A Remedy for Curing Health Care Archival Ills?

A new archive solution promises to make data storage and retrieval easier, less time-intensive and more cost-efficient for health care companies dealing with mountains of data they need to save and comb through later.

BridgeHead Software’s PACStore tool aims to foster improved diagnostics as well, since health care professionals can search for medical images stored in proprietary picture archiving and communications systems (PACS) systems instead of hitting disparate platforms in pulling together treatment files.

“We call it ‘c-discovery,’ meaning clinician’s discovery,” CEO Tony Cotteril told InternetNews.com, referring to the e-discovery features now commonplace in archiving tools designed for corporate users. E-discovery has proven particularly useful in the legal and financial industries, where retention and other compliance issues are key concerns.

“We’re able to handle the various modules [in graphic files] when it comes to image systems, provide a common archive and give a common data source and simple view of that data,” Cotteril said.

Many health care organizations use a hodgepodge of imaging systems that can make for slow going in data search and retrieval. In addition, medical image files pose an additional hurdle in that they are very large, making content indexing for storing, searching and retrieval more complex than in other data environments.

Those unique data characteristics are spurring more niche solutions compared to the legal market as well as media and Web 2.0 enterprises, which are also facing growing demands on archiving.

Within the health care segment, tech titans IBM, HP and EMC have grabbed traction, according to pundits, due to the issues around data security and increasing health care regulations. But that doesn’t mean new players offering up innovative tools can’t make a dent.

“Storage capacity demands are growing in general, but some industries have data types that are very large, especially medical imaging, which leads to significant storage requirements in the entertainment and medical and health care verticals,” Dave Russell, a research vice president at Gartner, told InternetNews.com. “That makes the PACs market unique.”

Other vendors catering to the specialized medical archiving segment include Bycast, which a tool that both HP and IBM resell as a medical archiving system (MAS) for PAC needs, StorageIO founder and senior analyst Greg Schulz, told InternetNews.com.

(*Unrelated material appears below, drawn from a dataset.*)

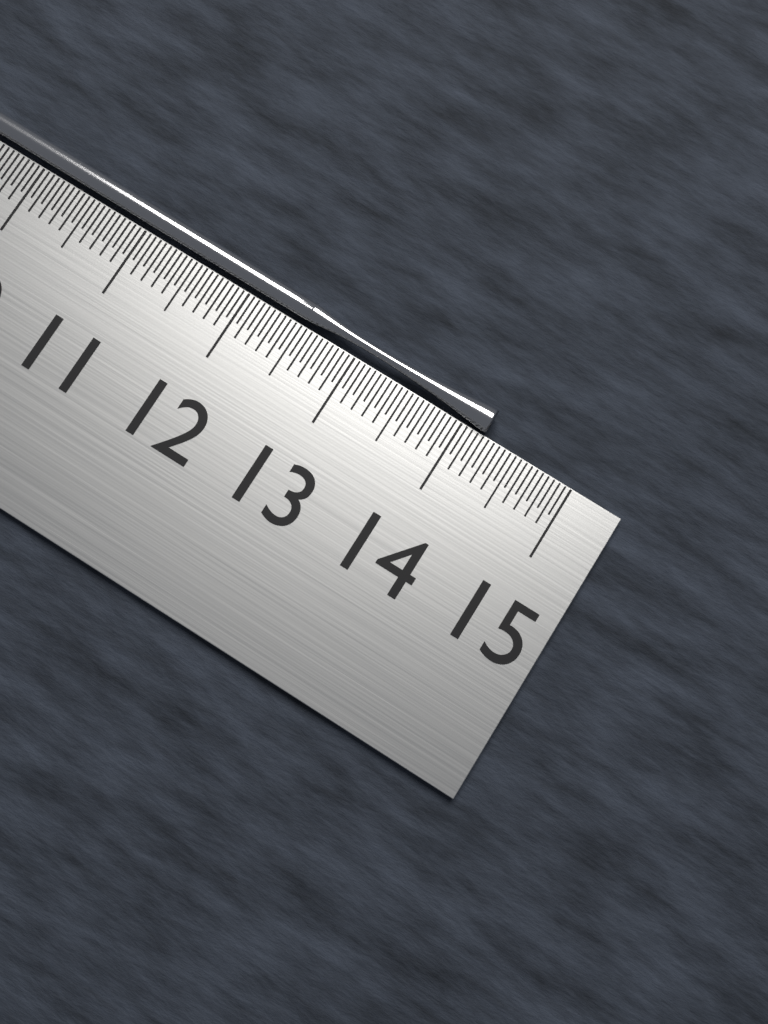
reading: 14.20 cm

“While vendors have been shipping PACS MAS for years, given the large opportunities it should be no surprise to see startups like Bridgehead joining into the fray to try and compete,” Schulz said.

BridgeHead’s PACStore aims to reduce storage costs by automatically moving data onto the appropriate storage media, based on how available the data needs to be, according to Cotteril.

For example, the most current and active image data is housed on highly available primary storage, while older data files, viewed less frequently, are stored on lower cost storage devices.

By reducing the primary store data load, PACStore also streamlines backup and replication, Cotteril said. As older image data is moved to a PACStore archive, there is less need for frequent backups, since it is also copied to multiple media.

While PACS vendors typically provide archival options within their systems, Cotteril said they can be less efficient than BridgeHead’s, since those tools silo data into one area, making searching more burdensome.

The company’s archiving approach for health care can easily transfer into other industries, Cotteril added.

“This approach could be used in [call center] voice call data file systems, and [industries] with specific picture types that need to be stored and searched for retrieval,” he said.

“The sheer bulk of data has always been a classic issue with certain environments and it’s getting far more severe now,” Cotteril said. “The solution isn’t about dealing with a symptom but … curing the disease, and our archive approach does that.”